→ What is needed
Retype only what runs from the line with "At what (x,y)" through the end of the entries, exactly and in full, but omit any picture you find.
Content starts
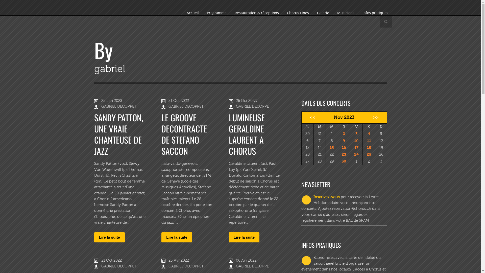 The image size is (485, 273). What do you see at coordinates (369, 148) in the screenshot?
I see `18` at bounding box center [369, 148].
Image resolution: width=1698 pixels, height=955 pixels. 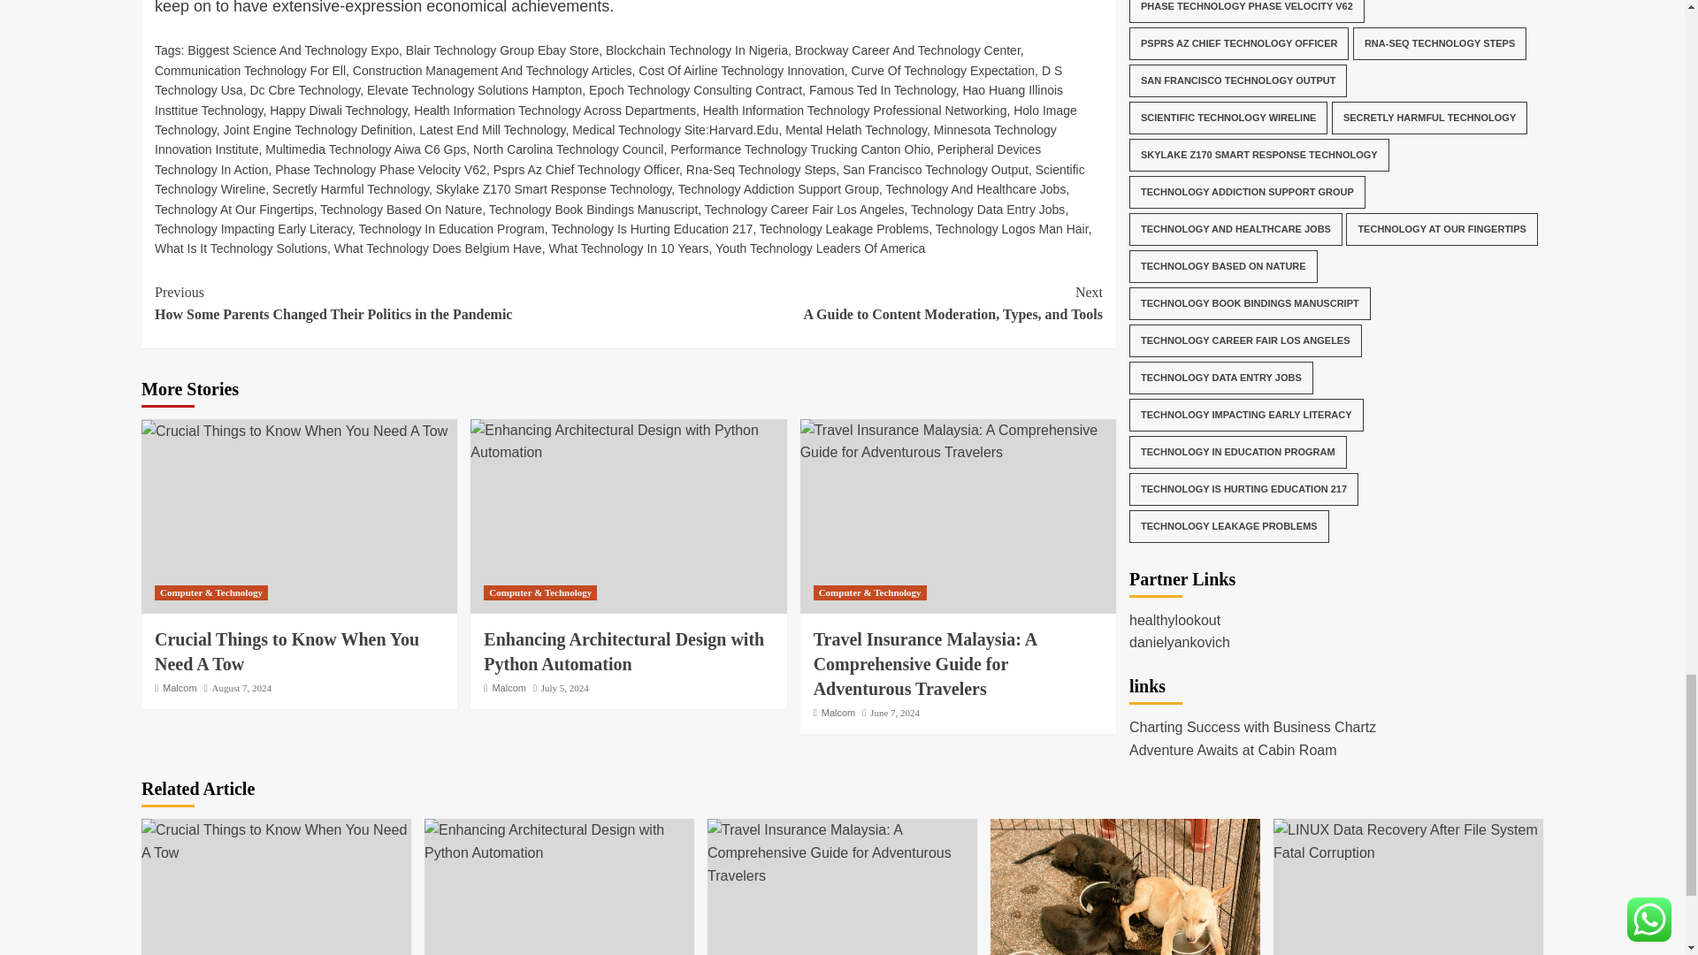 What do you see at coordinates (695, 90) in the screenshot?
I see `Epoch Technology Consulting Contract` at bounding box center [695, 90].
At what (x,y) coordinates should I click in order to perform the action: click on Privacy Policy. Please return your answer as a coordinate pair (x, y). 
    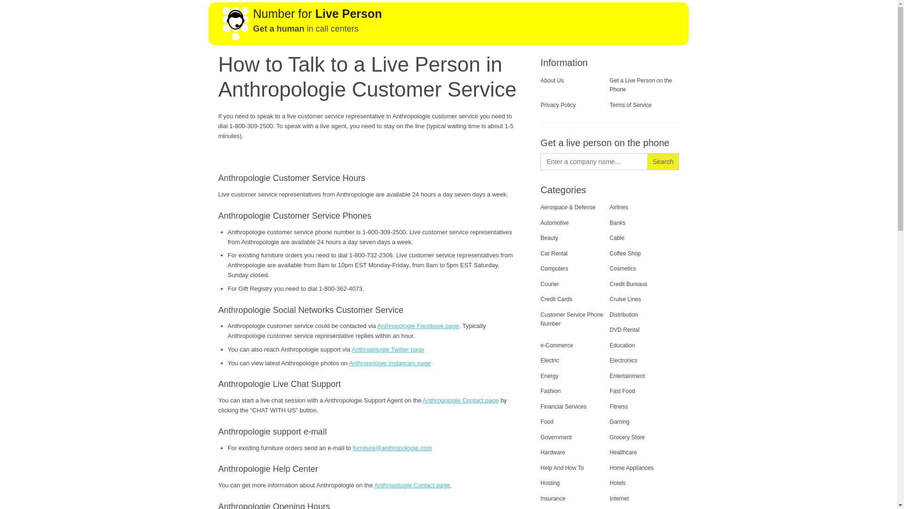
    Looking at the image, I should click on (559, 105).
Content ends
→ Exercise solution
At what (x,y) coordinates should I click in order to perform the action: click on Privacy Policy. Please return your answer as a coordinate pair (x, y). 
    Looking at the image, I should click on (559, 105).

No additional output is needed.